The advance allows for accurate measurement of the hydrodynamic properties of synthetic shark skin, and could inspire improved swimsuit, boat, and aircraft designs
Scientists have been trying to unlock the secrets of shark skin for more than 50 years. The key to sharks’ hydrodynamic prowess lies in how the rigid, tooth-like structures that coat their flexible skin change the flow of water as sharks swim forward – but attempts to quantify this effect have fallen short. After all, it’s tough to fabricate a material that closely mimics shark skin, a marvel of Nature honed over the 400 million years that sharks have sleuthed the seas.
"Most previous studies used flat plates covered with aluminum protrusions, which didn’t account for the way sharks move," said George Lauder, Ph.D., a Harvard Biology professor who specializes in the biomechanics of aquatic locomotion in fishes. "We had a hunch that movement is a critical factor in understanding shark propulsion – so we knew our next step was to fabricate a much more realistic material with the hard structures attached to a flexible membrane."
The only way to achieve this truly bioinspired design was to use a 3D printer that had the capabilities of incorporating multiple materials into a single printed model, said Lauder, who teamed up with Wyss Institute Senior Research Scientist James Weaver, Ph.D., and Li Win, Ph.D., now at Beihang University in China, to give it a shot. Weaver, who works at the interface between zoology, materials science, and multi-material additive manufacturing, said no one had ever attempted to fabricate a structurally realistic and mechanically robust flexible shark skin mimic with a 3D printer before, but he was up to the challenge.
After a year of work, the trio fabricated the first biomimetic shark skin and quantified its hydrodynamic benefits, a salty sweet success that they reported in the Journal of Experimental Biology and was highlighted on the cover of the May, 2014 issue. The advance could eventually inspire new applications from swimsuit design to watercraft and even aircraft design.
A fabrication frenzy-turned-feat
Lauder and Win first took high-resolution x-ray scans of the skin of a mako shark from a Boston fish market. The images revealed the stunning complexity of the tooth-like structures called denticles that cover shark skin and make it feel like sandpaper in one direction.
Denticles vary in shape and size among shark species and even along the body of a single shark. In fast swimming open water species, the denticles have a stalk-like neck that anchors them to the skin of the shark, and they also overlap each other; from a side view, each denticle curves up and backward – looking a bit like the profile of a duck’s head.
Lauder and Win selected a single representative denticle from the mako scans, and built a 3D computer model showing thousands of the same denticle laid out in rows along a flexible membrane. Then it was time for Weaver to turn the model into a shark skin replica using the state-of-the-art multi-material 3D printing capabilities at the Wyss Institute.
At first, the denticles kept breaking off, Weaver said, and it was impossible to print the denticles at their natural size (about 150 micrometers, which is about the size of a dust particle), but after months of trial and error, and continuous design and resin formulation changes, he produced a convincing shark skin sample with scaled-up denticles firmly anchored into the flexible basal membrane and showcasing enough complexity to be both realistic and highly functional.
Once the shark skin mimic was fabricated, Weaver analyzed the material using scanning electron microscopy, confirming that the fabrication process was a success, and that all of the critical fine-scale structurally details of the native denticles had been faithfully replicated.
Next it was time to test the shark skin sample against a smooth, denticle-less sample in Lauder’s flow tank, which he calls his fish treadmill. A robotic flapping device controls the various hydrodynamic conditions of the tank, such as flow speed and direction.
One key result confirmed Lauder’s hunch about the importance of shark movement in these hydrodynamic studies: when in a static position, the biomimetic shark skin reduced drag (fluid resistance) compared to the smooth membrane at slower flow speeds, but actually increased drag at higher speeds. However, when the team moved the robotic flapping device, which was coated with the synthetic shark skin, to mimic the way a shark moves, the performance of the shark skin improved significantly. Compared to a smooth control membrane, the flexible biomimetic shark skin increased swimming speed by more than six percent, and reduced the energy it takes to swim by approximately the same amount.
The shark skin membrane also generated a more robust vortex of water along its leading edge – which may also confer an additional swimming advantage to sharks, Lauder said. "These eddies sort of help to suck the shark forward as it swims," he said, asserting the need to further investigate thrust generation in addition to drag reduction.
Next, the team would like to change the denticle pattern on the membrane, including the spaces between the denticles, to see how that affects swimming efficiency. "What we know for sure is that denticles are complex structures and exhibit incredibly high structural diversity amongst different shark species," Weaver said. "For example, fast-swimming open ocean species have denticles that are radically different from their slow-moving counterparts that spend their time on the sea floor."
This work was funded by the Wyss Institute and the National Science Foundation.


● EXERCISE DETAILS: Among the entries that follow, find the lines containing the string "background" and copy them.

(Extracted records)
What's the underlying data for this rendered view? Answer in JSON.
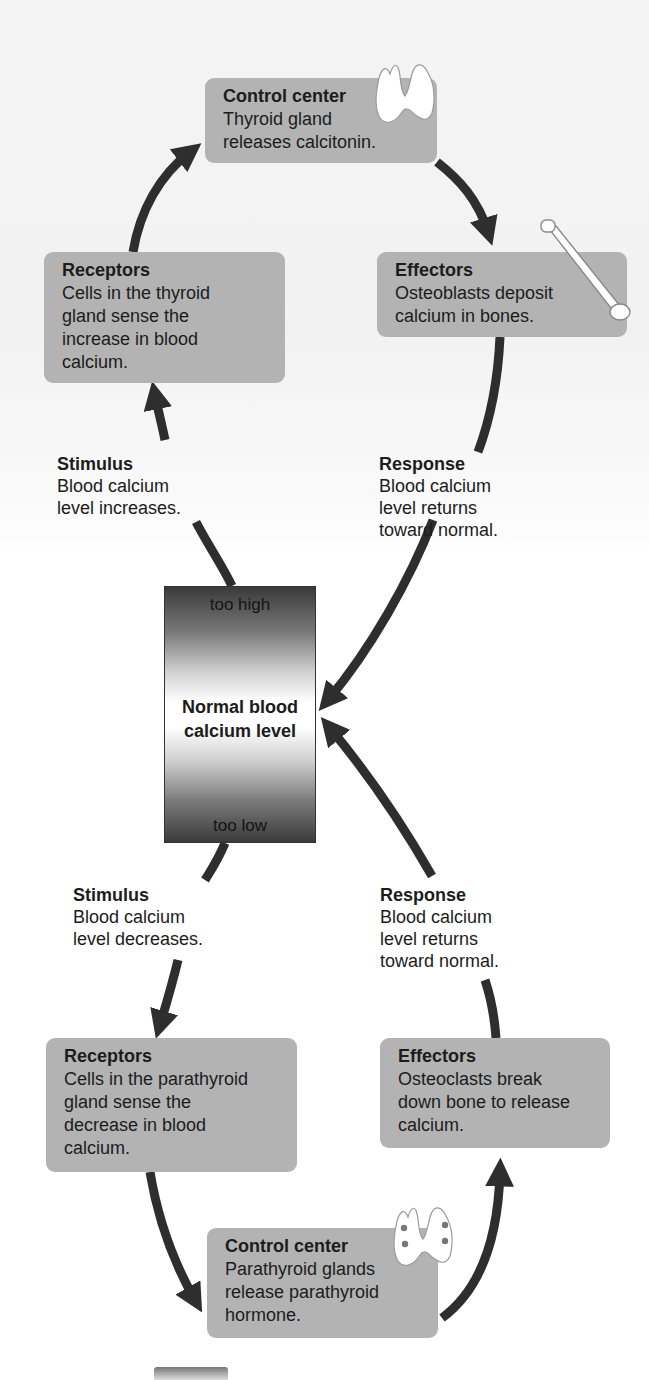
{
  "diagram": {
    "colors": {
      "box_fill": "#b3b3b3",
      "arrow": "#2e2e2e",
      "text": "#1c1c1c"
    },
    "upper_loop": {
      "control_center": {
        "title": "Control center",
        "body": "Thyroid gland\nreleases calcitonin.",
        "icon": "thyroid-gland-icon"
      },
      "receptors": {
        "title": "Receptors",
        "body": "Cells in the thyroid\ngland sense the\nincrease in blood\ncalcium."
      },
      "effectors": {
        "title": "Effectors",
        "body": "Osteoblasts deposit\ncalcium in bones.",
        "icon": "bone-icon"
      },
      "stimulus": {
        "title": "Stimulus",
        "body": "Blood calcium\nlevel increases."
      },
      "response": {
        "title": "Response",
        "body": "Blood calcium\nlevel returns\ntoward normal."
      }
    },
    "gauge": {
      "top_label": "too high",
      "center_label": "Normal blood\ncalcium level",
      "bottom_label": "too low"
    },
    "lower_loop": {
      "stimulus": {
        "title": "Stimulus",
        "body": "Blood calcium\nlevel decreases."
      },
      "response": {
        "title": "Response",
        "body": "Blood calcium\nlevel returns\ntoward normal."
      },
      "receptors": {
        "title": "Receptors",
        "body": "Cells in the parathyroid\ngland sense the\ndecrease in blood\ncalcium."
      },
      "effectors": {
        "title": "Effectors",
        "body": "Osteoclasts break\ndown bone to release\ncalcium."
      },
      "control_center": {
        "title": "Control center",
        "body": "Parathyroid glands\nrelease parathyroid\nhormone.",
        "icon": "parathyroid-glands-icon"
      }
    }
  }
}
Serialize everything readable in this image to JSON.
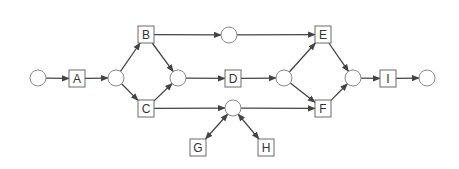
{
  "diagram": {
    "type": "petri-net",
    "colors": {
      "edge": "#444444",
      "place_stroke": "#8a8a8a",
      "transition_stroke": "#6a6a6a",
      "label": "#333333",
      "background": "#ffffff"
    },
    "places": [
      {
        "id": "p_start",
        "cx": 38,
        "cy": 78
      },
      {
        "id": "p1",
        "cx": 116,
        "cy": 78
      },
      {
        "id": "p2",
        "cx": 178,
        "cy": 78
      },
      {
        "id": "p3",
        "cx": 229,
        "cy": 35
      },
      {
        "id": "p4",
        "cx": 284,
        "cy": 78
      },
      {
        "id": "p5",
        "cx": 233,
        "cy": 108
      },
      {
        "id": "p6",
        "cx": 353,
        "cy": 78
      },
      {
        "id": "p_end",
        "cx": 427,
        "cy": 78
      }
    ],
    "transitions": [
      {
        "id": "A",
        "label": "A",
        "x": 69,
        "y": 70
      },
      {
        "id": "B",
        "label": "B",
        "x": 138,
        "y": 26
      },
      {
        "id": "C",
        "label": "C",
        "x": 138,
        "y": 100
      },
      {
        "id": "D",
        "label": "D",
        "x": 225,
        "y": 70
      },
      {
        "id": "E",
        "label": "E",
        "x": 315,
        "y": 26
      },
      {
        "id": "F",
        "label": "F",
        "x": 315,
        "y": 100
      },
      {
        "id": "G",
        "label": "G",
        "x": 190,
        "y": 139
      },
      {
        "id": "H",
        "label": "H",
        "x": 258,
        "y": 139
      },
      {
        "id": "I",
        "label": "I",
        "x": 380,
        "y": 70
      }
    ],
    "arcs": [
      {
        "from": "p_start",
        "to": "A"
      },
      {
        "from": "A",
        "to": "p1"
      },
      {
        "from": "p1",
        "to": "B"
      },
      {
        "from": "p1",
        "to": "C"
      },
      {
        "from": "B",
        "to": "p2"
      },
      {
        "from": "C",
        "to": "p2"
      },
      {
        "from": "B",
        "to": "p3"
      },
      {
        "from": "p3",
        "to": "E"
      },
      {
        "from": "p2",
        "to": "D"
      },
      {
        "from": "D",
        "to": "p4"
      },
      {
        "from": "p4",
        "to": "E"
      },
      {
        "from": "p4",
        "to": "F"
      },
      {
        "from": "C",
        "to": "p5"
      },
      {
        "from": "p5",
        "to": "F"
      },
      {
        "from": "p5",
        "to": "G",
        "bidirectional": true
      },
      {
        "from": "p5",
        "to": "H",
        "bidirectional": true
      },
      {
        "from": "E",
        "to": "p6"
      },
      {
        "from": "F",
        "to": "p6"
      },
      {
        "from": "p6",
        "to": "I"
      },
      {
        "from": "I",
        "to": "p_end"
      }
    ]
  }
}
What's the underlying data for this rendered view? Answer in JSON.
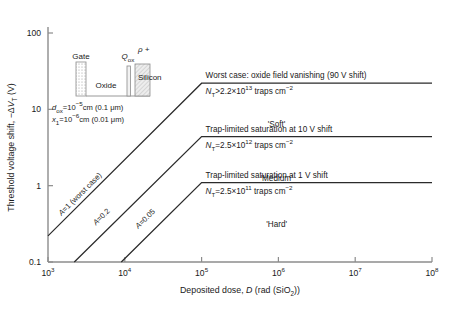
{
  "chart_data": {
    "type": "line",
    "title": "",
    "xlabel": "Deposited dose, D (rad (SiO2))",
    "ylabel": "Threshold voltage shift, −ΔVT (V)",
    "xlabel_parts": {
      "lead": "Deposited dose, ",
      "sym": "D",
      "tail": " (rad (SiO",
      "sub": "2",
      "tail2": "))"
    },
    "ylabel_parts": {
      "lead": "Threshold voltage shift, −Δ",
      "sym": "V",
      "sub": "T",
      "tail": " (V)"
    },
    "xscale": "log",
    "yscale": "log",
    "xlim": [
      1000,
      100000000
    ],
    "ylim": [
      0.1,
      100
    ],
    "grid": false,
    "legend": "none",
    "xticks": [
      {
        "value": 1000,
        "mant": "10",
        "exp": "3"
      },
      {
        "value": 10000,
        "mant": "10",
        "exp": "4"
      },
      {
        "value": 100000,
        "mant": "10",
        "exp": "5"
      },
      {
        "value": 1000000,
        "mant": "10",
        "exp": "6"
      },
      {
        "value": 10000000,
        "mant": "10",
        "exp": "7"
      },
      {
        "value": 100000000,
        "mant": "10",
        "exp": "8"
      }
    ],
    "yticks": [
      {
        "value": 100,
        "label": "100"
      },
      {
        "value": 10,
        "label": "10"
      },
      {
        "value": 1,
        "label": "1"
      },
      {
        "value": 0.1,
        "label": "0.1"
      }
    ],
    "series": [
      {
        "name": "A=1 (worst case)",
        "label": "A=1 (worst case)",
        "points": [
          [
            1000,
            0.22
          ],
          [
            100000,
            22
          ],
          [
            100000000,
            22
          ]
        ],
        "knee": {
          "x": 100000,
          "y": 22
        }
      },
      {
        "name": "A=0.2",
        "label": "A=0.2",
        "points": [
          [
            2200,
            0.1
          ],
          [
            100000,
            4.4
          ],
          [
            100000000,
            4.4
          ]
        ],
        "knee": {
          "x": 100000,
          "y": 4.4
        }
      },
      {
        "name": "A=0.05",
        "label": "A=0.05",
        "points": [
          [
            9000,
            0.1
          ],
          [
            100000,
            1.1
          ],
          [
            100000000,
            1.1
          ]
        ],
        "knee": {
          "x": 100000,
          "y": 1.1
        }
      }
    ],
    "saturation_bands": [
      {
        "id": "soft",
        "headline": "Worst case: oxide field vanishing (90 V shift)",
        "trap_prefix": "N",
        "trap_sub": "T",
        "trap_rel": ">2.2×10",
        "trap_exp": "13",
        "trap_tail": " traps cm",
        "trap_tail_exp": "−2",
        "quality": "'Soft'",
        "y": 22
      },
      {
        "id": "medium",
        "headline": "Trap-limited saturation at 10 V shift",
        "trap_prefix": "N",
        "trap_sub": "T",
        "trap_rel": "=2.5×10",
        "trap_exp": "12",
        "trap_tail": " traps cm",
        "trap_tail_exp": "−2",
        "quality": "'Medium'",
        "y": 4.4
      },
      {
        "id": "hard",
        "headline": "Trap-limited saturation at 1 V shift",
        "trap_prefix": "N",
        "trap_sub": "T",
        "trap_rel": "=2.5×10",
        "trap_exp": "11",
        "trap_tail": " traps cm",
        "trap_tail_exp": "−2",
        "quality": "'Hard'",
        "y": 1.1
      }
    ]
  },
  "inset": {
    "gate_label": "Gate",
    "oxide_label": "Oxide",
    "qox_sym": "Q",
    "qox_sub": "ox",
    "rho_label": "ρ +",
    "silicon_label": "Silicon",
    "param1": {
      "sym": "d",
      "sub": "ox",
      "rest": "=10",
      "exp": "−5",
      "tail": "cm (0.1 μm)"
    },
    "param2": {
      "sym": "x",
      "sub": "1",
      "rest": "=10",
      "exp": "−6",
      "tail": "cm (0.01 μm)"
    }
  },
  "colors": {
    "axis": "#8c8c8c",
    "curve": "#2b2b2b",
    "text": "#1a1a1a",
    "background": "#ffffff",
    "gate_fill": "#e8e8e8",
    "silicon_fill": "#e0e0e0"
  }
}
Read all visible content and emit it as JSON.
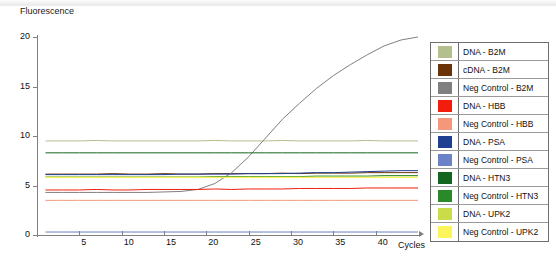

● EXERCISE OUTPUT:
      "background": "#ffffff"
    "background": "#ffffff",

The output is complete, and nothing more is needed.